Category: prs

Homelessness and housing charity, Shelter, has suggested that private rents are 64% more expensive than social rents, and the solution they are presenting is a change in tone that private landlords may welcome.

Much like politicians, a great deal of sentiment from tenant groups has been critical of private landlords, with the community often being held directly responsible for the plight of tenants and prospective home owners.

The private rental sector (PRS), by contrast, would point to decades of housebuilding targets being missed by successive governments and political parties, and plenty of data that shows that this and the cheap cost of borrowing, is actually the responsible factors making housing in the UK unaffordable.

The scale of the problem

Shelter has said that private tenants in England pay, on average, £828 more than social tenants per month in rent. The charity propose that if there was more social housing, this would mean that the huge volumes of people struggling to afford homes would save thousands per year.

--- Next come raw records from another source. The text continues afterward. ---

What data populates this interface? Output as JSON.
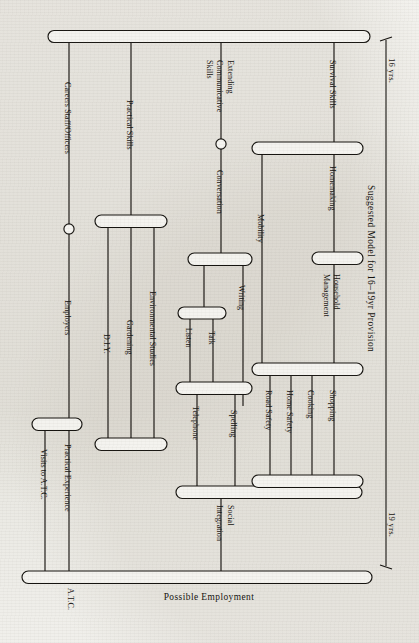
{
  "figure": {
    "title": "Suggested Model for 16–19yr Provision",
    "axis_start": "16 yrs.",
    "axis_end": "19 yrs.",
    "footer": "Possible Employment"
  },
  "branches": {
    "careers_staff": "Careers Staff/Officers",
    "employers": "Employers",
    "practical_experience": "Practical Experience",
    "visits_to_atc": "Visits to A.T.C.",
    "atc": "A.T.C.",
    "practical_skills": "Practical Skills",
    "diy": "D.I.Y.",
    "gardening": "Gardening",
    "environmental_studies": "Environmental Studies",
    "extending_communicative_skills_line1": "Extending",
    "extending_communicative_skills_line2": "Communicative",
    "extending_communicative_skills_line3": "Skills",
    "conversation": "Conversation",
    "listen": "Listen",
    "talk": "Talk",
    "telephone": "Telephone",
    "writing": "Writing",
    "spelling": "Spelling",
    "social_integration_line1": "Social",
    "social_integration_line2": "Integration",
    "survival_skills": "Survival Skills",
    "mobility": "Mobility",
    "road_safety": "Road Safety",
    "home_safety": "Home Safety",
    "homemaking": "Homemaking",
    "household_management_line1": "Household",
    "household_management_line2": "Management",
    "cooking": "Cooking",
    "shopping": "Shopping"
  },
  "colors": {
    "ink": "#15130f",
    "paper": "#efeeea",
    "bar_fill": "#f4f3ef"
  }
}
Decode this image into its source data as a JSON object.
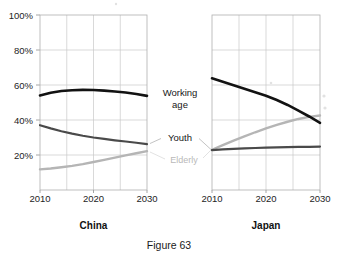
{
  "caption": "Figure 63",
  "axis": {
    "y_ticks": [
      "100%",
      "80%",
      "60%",
      "40%",
      "20%"
    ],
    "y_tick_values": [
      100,
      80,
      60,
      40,
      20
    ],
    "x_ticks": [
      "2010",
      "2020",
      "2030"
    ],
    "x_tick_values": [
      2010,
      2020,
      2030
    ]
  },
  "annotations": {
    "working_age": "Working age",
    "working_age_line1": "Working",
    "working_age_line2": "age",
    "youth": "Youth",
    "elderly": "Elderly"
  },
  "panels": {
    "left": {
      "title": "China"
    },
    "right": {
      "title": "Japan"
    }
  },
  "colors": {
    "working_age": "#121212",
    "youth": "#4a4a4a",
    "elderly": "#b5b5b5",
    "grid": "#c9c9c9",
    "frame": "#b0b0b0",
    "background": "#ffffff"
  },
  "chart_data": [
    {
      "type": "line",
      "title": "China",
      "xlabel": "",
      "ylabel": "",
      "xlim": [
        2010,
        2030
      ],
      "ylim": [
        0,
        100
      ],
      "grid": true,
      "legend": "inline-annotations",
      "x": [
        2010,
        2012,
        2014,
        2016,
        2018,
        2020,
        2022,
        2024,
        2026,
        2028,
        2030
      ],
      "series": [
        {
          "name": "Working age",
          "values": [
            54.0,
            55.6,
            56.6,
            57.0,
            57.2,
            57.1,
            56.8,
            56.3,
            55.7,
            54.9,
            53.8
          ]
        },
        {
          "name": "Youth",
          "values": [
            37.0,
            35.2,
            33.6,
            32.2,
            31.0,
            30.0,
            29.2,
            28.4,
            27.7,
            27.0,
            26.2
          ]
        },
        {
          "name": "Elderly",
          "values": [
            11.8,
            12.3,
            13.0,
            13.8,
            14.8,
            16.0,
            17.2,
            18.5,
            19.8,
            21.0,
            22.2
          ]
        }
      ]
    },
    {
      "type": "line",
      "title": "Japan",
      "xlabel": "",
      "ylabel": "",
      "xlim": [
        2010,
        2030
      ],
      "ylim": [
        0,
        100
      ],
      "grid": true,
      "legend": "inline-annotations",
      "x": [
        2010,
        2012,
        2014,
        2016,
        2018,
        2020,
        2022,
        2024,
        2026,
        2028,
        2030
      ],
      "series": [
        {
          "name": "Working age",
          "values": [
            63.8,
            61.8,
            59.8,
            57.8,
            55.8,
            53.8,
            51.4,
            48.6,
            45.4,
            42.0,
            38.4
          ]
        },
        {
          "name": "Youth",
          "values": [
            22.8,
            23.2,
            23.5,
            23.8,
            24.0,
            24.2,
            24.4,
            24.5,
            24.6,
            24.7,
            24.8
          ]
        },
        {
          "name": "Elderly",
          "values": [
            23.0,
            25.6,
            28.2,
            30.6,
            33.0,
            35.2,
            37.2,
            39.0,
            40.6,
            41.8,
            42.6
          ]
        }
      ]
    }
  ]
}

This argument is one that is refreshingly not critical of the PRS, logical and could truly help renters.

A message that private landlords may welcome

For so long the argument has been that private landlords should, in effect, rent property at a loss so that tenants can afford to rent.

Which is a bit like saying to all supermarkets they must sell their food at a loss because people can’t afford to eat.

If any business is unprofitable it folds.

But, the housing industry needs unity and mutual, 360 degree support to find and implement practical solutions that are workable and effective for all.

Speaking for Shelter, chief executive Polly Neate had this to say on the need for more social housing:

Social housing enables people to live better lives, but we just don’t have enough of it – not by a long shot. Decades of failure to build genuinely affordable social homes has left the country in a dire state.

We continually hit shameful records with numbers of homeless children and sky-high rents, as more and more families are plunged into homelessness. For many this means years of upheaval and uncertainty, stripping the chance for families to set down roots, for children to thrive at school and taking the power away from people to live the life they want.

The housing emergency has been wilfully ignored for too long. All the signs point to one solution and it's the only one that works. Now that a General Election has been called we cannot afford to waste any time. All political parties must commit to building genuinely affordable social homes - we need 90,000 a year over ten years to end the housing emergency for good.

With the record for housebuilding in this country being what it is, radical change would be necessary to fulfil Shelters hopes. And arguably funding will not be able to be found from social rents so would have to be found elsewhere.